Christy King from Gaelmedia, one of the independent companies based in the west, has any number of anecdotes which indicate this goodwill. There is the one about the actor and the pilot programme. "Ray McBride drove down from Derry after finishing on stage at 10 p.m. He arrived at four in the morning, came out and did the gig with us and drove back to Derry to be on stage that night," he says.
BUT it also faces a hostile broadcasting environment in which Sky TV is king the finger is on the zapper and viewers may soon have 500 channels to chose from, according to the Green Paper on Broadcasting. What hope is there for a small, underfunded station broadcasting in a language spoken by only a small percentage of the population on an island on the edge of Europe?

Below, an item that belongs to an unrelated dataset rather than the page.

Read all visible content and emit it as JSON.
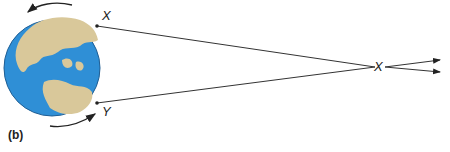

It is a scenario which has led film maker Muiris Mac Conghail to claim the station is doomed from day one. With around three hours airtime a day - and a two hour gap between the first hour (aimed at children) and the other two - he argues that it will not make much of an impact.
Against that background, it is clear TnaG is going to make a determined effort to grab as big a share of the potential audience as possible (estimates vary from 120,000 to an outside maximum of 500,000).
Its programming will have optional subtitles to make it accessible to those with little Irish; there is a big emphasis on programming with a strong visual content, and its news will be decidedly populist in tone.
It will treat major news stories differently to RTE, says Michael Lally. "The kind of barometer I have is: I think of my local pub in Galway, Murphy's pub. I watch the lads in there when the nine o' clock news comes on and I look at what interests them, and I see when they go back to their pints."
But the search for popularity carries with it the seeds of an identity crisis. Earlier rows over funding have restricted TnaG's freedom to experiment. It is now hyper conscious of the need to show it is not wasting money. Some Gaeltacht producers argue that the commissioning editors have become cautious and conservative as a result.
In its anxiety to avoid commissioning any "clangers", which could be seized on with glee by the station's opponents, TnaG may forget to ask itself some fundamental questions. What yardstick will it use to judge success or failure? Who is it for?
Some of the most important work TnaG is doing is also the most open to attack from critics. It is nurturing young companies set up by people who do not yet have much experience, hoping, that their somewhat uneven output will be masked by a successful soap and one or two prestige offerings.
TnaG may be forced to play the numbers game, but the parents in Carraroe or Palmerstown who are trying to raise their kids through Irish will care little if the TAM ratings reach 400,000.
Their primary concern will be that it should broadcast enough cartoons and play school programmes to make the telly an ally and not an enemy of their cause. Anything else is a bonus and lies in the realm of language rights and pluralism.